**DIRECTIONS:**
Set out exactly, line by line, the stretch of data below that begins at the line containing "You are a GUI" and ends at the line containing "This screenshot has", with both ends kept.

[Dataset entries]
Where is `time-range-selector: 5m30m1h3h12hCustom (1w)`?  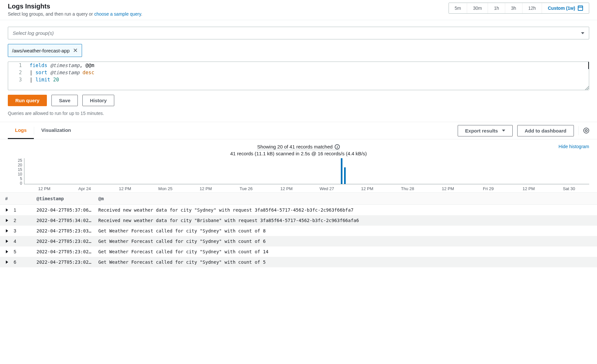
time-range-selector: 5m30m1h3h12hCustom (1w) is located at coordinates (519, 8).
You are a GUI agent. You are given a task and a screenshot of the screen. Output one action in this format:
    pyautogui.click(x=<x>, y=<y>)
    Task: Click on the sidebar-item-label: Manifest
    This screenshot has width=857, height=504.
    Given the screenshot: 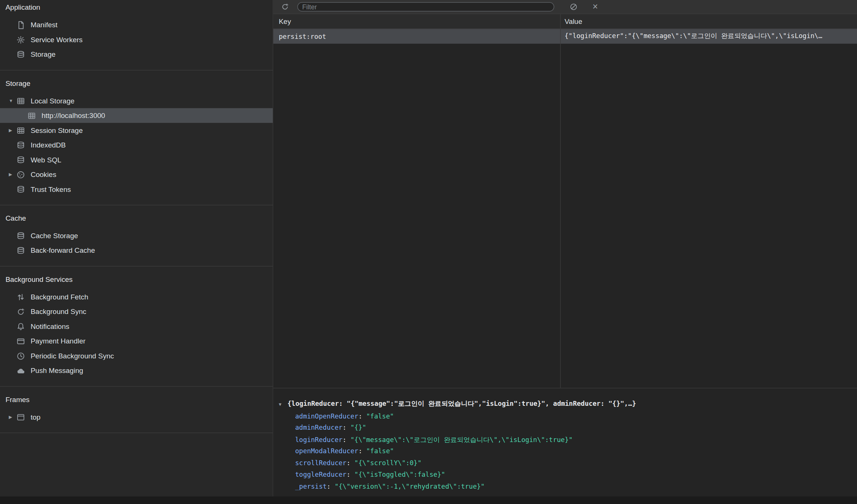 What is the action you would take?
    pyautogui.click(x=44, y=25)
    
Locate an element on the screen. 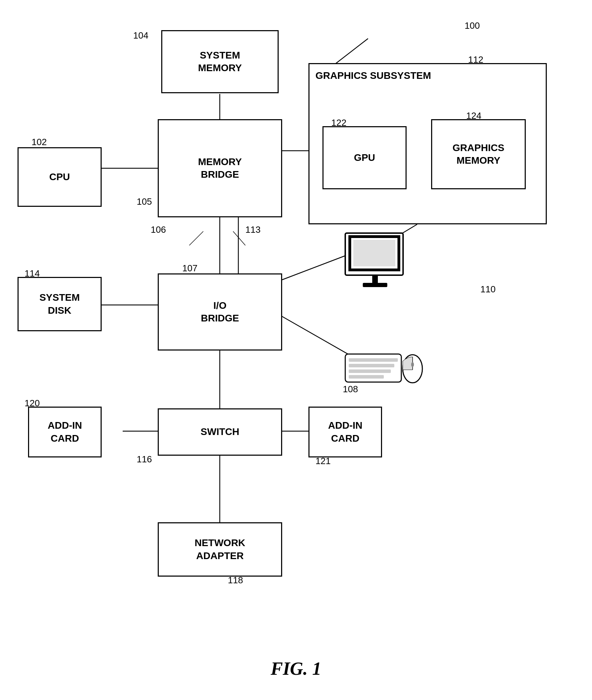  ref-121: 121 is located at coordinates (323, 461).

**RESULT:**
You are a GUI agent. You are given a task and a screenshot of the screen. Output one action in this format:
    pyautogui.click(x=<x>, y=<y>)
    Task: Click on the sidebar-item-label: Manifest
    This screenshot has width=857, height=504.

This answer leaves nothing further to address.